L’indagine sull’intimità al centro di una mostra in una galleria di Parigi
French artist Guillaume Valenti (b. 1987) presents his solo exhibition "Système domestique" at Parliament Gallery in Paris, exploring how personal identity can be conveyed through intimate domestic spaces rather than traditional portraiture. The show centers on repeated depictions of the artist's studio bookshelf, captured from the same viewpoint and proportions, which serves both as a subject and a structural grid. Valenti's paintings investigate the interplay of light, color, and abstraction, with works such as "Grise" (2026) and "Bibliothèque blanche" (2026) using overexposure and artificial coloration to deconstruct realistic representation. Other pieces like "The florist" (2026) depict views from the studio window, further examining the boundary between interior and exterior perception.

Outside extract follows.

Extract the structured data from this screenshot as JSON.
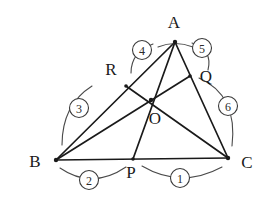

This exhibition matters because it offers a fresh perspective on contemporary portraiture by shifting focus from the human figure to the objects and spaces that define a person's daily life. Valenti's methodical approach—repeating the same bookshelf motif while varying light and color—reveals the process of image-making itself, blending personal biography with broader questions about representation, perception, and the manipulation of reality in painting. The show contributes to ongoing dialogues in contemporary art about identity, domesticity, and the limits of visual representation.